“Blockchain Bonds?” Struggling German Telco Joins Bandwagon

But to no avail for its crushed shares.

By Don Quijones, Spain, UK, & Mexico, editor at WOLF STREET.

Telefonica Deutschland, the struggling German subsidiary of the struggling Spanish telecom giant Telefonica S.A., announced that it issued €200 million of bonds, including a small tranche of undisclosed size, maturing in about one year, with blockchain technology:

For the first time, the transaction will demonstrate the capabilities of the Blockchain technology in combination with a traditional financing process and a larger number of investors. With the innovative use of this digital technology, all participants are promoting the development of more efficient and transparent processes in the German economy.

The company lost €178 million in the first three quarters in 2017 after losing €1.76 billion in 2016. Its shares — the portion that is publicly traded — at €4.10, are down 30% since October 2015. The shares of its Spanish parent, Telefonica S.A., at €8.20, are down 40% over the same period.

The company could certainly do with attracting more shareholder interest.

The company enthused that blockchain technology allows for direct and secure financial transactions in real time by blocks of data that are stored and encrypted on multiple servers. It hopes that the new technology will lower servicing costs and diversify its financing strategy.

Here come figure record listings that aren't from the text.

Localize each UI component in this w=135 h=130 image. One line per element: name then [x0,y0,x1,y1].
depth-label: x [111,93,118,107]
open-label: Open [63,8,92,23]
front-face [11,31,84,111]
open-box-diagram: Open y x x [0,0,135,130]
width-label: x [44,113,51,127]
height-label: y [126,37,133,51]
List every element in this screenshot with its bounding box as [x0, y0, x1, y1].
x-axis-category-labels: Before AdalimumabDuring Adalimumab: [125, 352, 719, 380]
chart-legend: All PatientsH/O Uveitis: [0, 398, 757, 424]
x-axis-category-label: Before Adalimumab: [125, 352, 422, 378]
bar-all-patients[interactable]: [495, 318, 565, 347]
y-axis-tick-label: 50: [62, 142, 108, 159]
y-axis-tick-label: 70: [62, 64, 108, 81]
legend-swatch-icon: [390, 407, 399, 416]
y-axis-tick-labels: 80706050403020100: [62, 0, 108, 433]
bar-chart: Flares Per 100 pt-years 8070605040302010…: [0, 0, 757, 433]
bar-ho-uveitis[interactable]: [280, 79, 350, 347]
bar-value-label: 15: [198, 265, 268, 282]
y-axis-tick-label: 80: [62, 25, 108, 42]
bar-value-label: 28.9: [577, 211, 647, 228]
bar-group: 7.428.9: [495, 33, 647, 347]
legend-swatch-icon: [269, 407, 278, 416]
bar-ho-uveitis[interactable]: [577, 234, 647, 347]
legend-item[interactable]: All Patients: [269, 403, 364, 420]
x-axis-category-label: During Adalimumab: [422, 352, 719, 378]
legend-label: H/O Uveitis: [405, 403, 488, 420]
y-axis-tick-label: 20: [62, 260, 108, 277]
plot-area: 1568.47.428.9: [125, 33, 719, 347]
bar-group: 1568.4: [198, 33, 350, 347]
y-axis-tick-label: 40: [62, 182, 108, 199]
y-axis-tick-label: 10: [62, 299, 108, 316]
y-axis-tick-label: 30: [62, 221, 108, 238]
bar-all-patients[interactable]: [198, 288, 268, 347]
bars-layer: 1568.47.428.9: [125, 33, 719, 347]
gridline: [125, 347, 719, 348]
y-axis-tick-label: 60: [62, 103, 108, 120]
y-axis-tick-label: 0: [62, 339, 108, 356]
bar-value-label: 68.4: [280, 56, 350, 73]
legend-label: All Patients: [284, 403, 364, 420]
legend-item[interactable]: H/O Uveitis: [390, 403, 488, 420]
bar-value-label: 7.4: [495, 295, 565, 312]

But if the plan was to levitate the firm’s shares by adding “blockchain” to the press release, it hasn’t quite worked. Telefonica Deutschland’s shares continued to decline, and the Spanish parent saw its shares close on Friday at the same level of three days ago. It can’t have helped that on the same morning, Spain’s second biggest bank, BBVA, reported that it booked a capital loss of €1.12 billion on its 6.7% stake in Telefonica SA for 2017 — over €300 million more than the bank had provisioned for.

Telefónica is not the first household brand to try to use blockchain technology to issue bonds. In June 2017, Daimler AG floated a small part of a €100 million German bond using blockchain technology. The company did not confirm how much of the debt was floated this way.

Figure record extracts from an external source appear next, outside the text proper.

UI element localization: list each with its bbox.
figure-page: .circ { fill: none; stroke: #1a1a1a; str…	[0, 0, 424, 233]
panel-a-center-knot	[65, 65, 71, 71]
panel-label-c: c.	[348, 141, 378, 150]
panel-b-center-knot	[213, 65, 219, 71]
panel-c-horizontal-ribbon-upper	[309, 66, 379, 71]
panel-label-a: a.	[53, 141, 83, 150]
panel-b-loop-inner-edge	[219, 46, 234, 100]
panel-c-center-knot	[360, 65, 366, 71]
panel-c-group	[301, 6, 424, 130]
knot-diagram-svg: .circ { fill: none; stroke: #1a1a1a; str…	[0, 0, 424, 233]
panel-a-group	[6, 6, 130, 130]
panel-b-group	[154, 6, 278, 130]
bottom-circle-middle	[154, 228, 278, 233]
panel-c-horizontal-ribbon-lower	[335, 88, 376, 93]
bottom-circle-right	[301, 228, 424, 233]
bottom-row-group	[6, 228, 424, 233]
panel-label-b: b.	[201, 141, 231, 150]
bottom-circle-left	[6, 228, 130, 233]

Asked by The Wall Street Journal how a blockchain bond actually works, Kurt Schäfer, head of treasury at Daimler, said:

“The borrower, the bank and the investors all receive access to a decentralized customer portal. Drawing certificates and contracts are confirmed in there. A so-called smart contract [a computer protocol intended to facilitate the negotiation of a contract] automates the management of the order book.

A [digital] token is generated on the blockchain once the loan contract is signed. The smart contract then allocates a number of tokens to investors. Compared with a conventional bond issuance, blockchain can significantly speed up the process.”

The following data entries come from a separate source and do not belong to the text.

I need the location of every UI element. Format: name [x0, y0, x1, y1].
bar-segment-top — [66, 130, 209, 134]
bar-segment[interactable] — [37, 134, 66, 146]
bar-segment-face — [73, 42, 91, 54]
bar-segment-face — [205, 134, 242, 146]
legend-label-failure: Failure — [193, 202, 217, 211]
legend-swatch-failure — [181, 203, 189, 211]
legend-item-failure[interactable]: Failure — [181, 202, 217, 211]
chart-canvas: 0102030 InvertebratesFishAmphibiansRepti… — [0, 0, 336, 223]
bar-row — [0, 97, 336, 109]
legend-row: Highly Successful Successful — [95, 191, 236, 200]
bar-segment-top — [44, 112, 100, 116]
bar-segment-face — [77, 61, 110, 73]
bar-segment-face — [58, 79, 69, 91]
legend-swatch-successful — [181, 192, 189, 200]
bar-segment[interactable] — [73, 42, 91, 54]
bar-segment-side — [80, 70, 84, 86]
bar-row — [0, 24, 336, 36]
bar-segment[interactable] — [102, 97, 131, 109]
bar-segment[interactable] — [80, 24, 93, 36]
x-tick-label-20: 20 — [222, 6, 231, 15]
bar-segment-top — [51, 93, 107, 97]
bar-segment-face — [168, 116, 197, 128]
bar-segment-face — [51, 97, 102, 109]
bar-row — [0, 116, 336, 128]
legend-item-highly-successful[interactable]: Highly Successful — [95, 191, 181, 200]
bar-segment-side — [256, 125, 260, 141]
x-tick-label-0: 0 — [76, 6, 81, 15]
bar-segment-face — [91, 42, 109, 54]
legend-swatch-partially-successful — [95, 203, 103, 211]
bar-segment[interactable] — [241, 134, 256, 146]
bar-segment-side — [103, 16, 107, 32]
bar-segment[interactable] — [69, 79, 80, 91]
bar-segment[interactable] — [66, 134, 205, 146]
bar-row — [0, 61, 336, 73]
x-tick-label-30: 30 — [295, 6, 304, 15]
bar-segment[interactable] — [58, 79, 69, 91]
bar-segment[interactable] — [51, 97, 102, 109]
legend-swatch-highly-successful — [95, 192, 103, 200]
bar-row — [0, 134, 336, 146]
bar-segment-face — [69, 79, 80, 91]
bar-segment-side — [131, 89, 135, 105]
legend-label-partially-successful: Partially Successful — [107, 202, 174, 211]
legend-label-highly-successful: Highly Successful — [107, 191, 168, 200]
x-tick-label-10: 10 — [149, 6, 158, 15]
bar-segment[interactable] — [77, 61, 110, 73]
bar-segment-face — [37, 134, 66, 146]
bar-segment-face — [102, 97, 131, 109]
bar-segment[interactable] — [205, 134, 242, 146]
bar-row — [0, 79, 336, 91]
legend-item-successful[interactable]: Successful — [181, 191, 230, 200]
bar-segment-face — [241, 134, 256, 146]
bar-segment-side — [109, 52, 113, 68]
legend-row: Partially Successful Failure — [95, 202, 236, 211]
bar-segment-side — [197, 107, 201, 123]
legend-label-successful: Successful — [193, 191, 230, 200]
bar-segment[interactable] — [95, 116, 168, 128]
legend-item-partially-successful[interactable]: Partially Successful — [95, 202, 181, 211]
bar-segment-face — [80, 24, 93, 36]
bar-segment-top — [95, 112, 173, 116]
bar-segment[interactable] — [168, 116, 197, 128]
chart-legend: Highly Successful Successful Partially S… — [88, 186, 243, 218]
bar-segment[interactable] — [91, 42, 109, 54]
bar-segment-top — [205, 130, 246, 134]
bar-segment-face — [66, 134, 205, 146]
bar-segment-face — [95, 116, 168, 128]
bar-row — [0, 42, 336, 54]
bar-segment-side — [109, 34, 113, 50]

Other advantages may include greater transparency, reduced administrative burden and the possibility of managing information more effectively without the need for a central control unit. But beyond the excited noise and chatter generated by the blockchain-related headlines, the mundane reality is that companies like Daimler and Telefónica are still merely at the testing phase. As Schäfer concedes, there are still a lot more questions than there are answers:

“Who is responsible for a potentially faulty program code? Are smart contracts an automated execution of a conventional contract? Is the paper form still indispensable for contracts? As long as these and other questions have not been answered by the regulators, transactions cannot be displayed by blockchain only.”

Telefonica S.A. still has to find a way to reduce its gargantuan €50 billion debt load, especially with financing costs expected to increase this year as the ECB tapers its bond purchase program. As one of Europe’s biggest beneficiaries of the ECB’s corporate bond buying program, Telefonica S.A. is likely to feel the pinch more than most other firms.

While the ECB discloses the names of the companies whose bonds it has acquired, it never discloses the amounts acquired. According to estimates by Wolfgang Bauer, manager of the retail fixed income team of London-based M&G Investments, the five European firms that have benefited the most from Mario Draghi’s corporate debt purchase program are Anheuser-Busch InBev, Daimler, EDF, Telefonica and Eni.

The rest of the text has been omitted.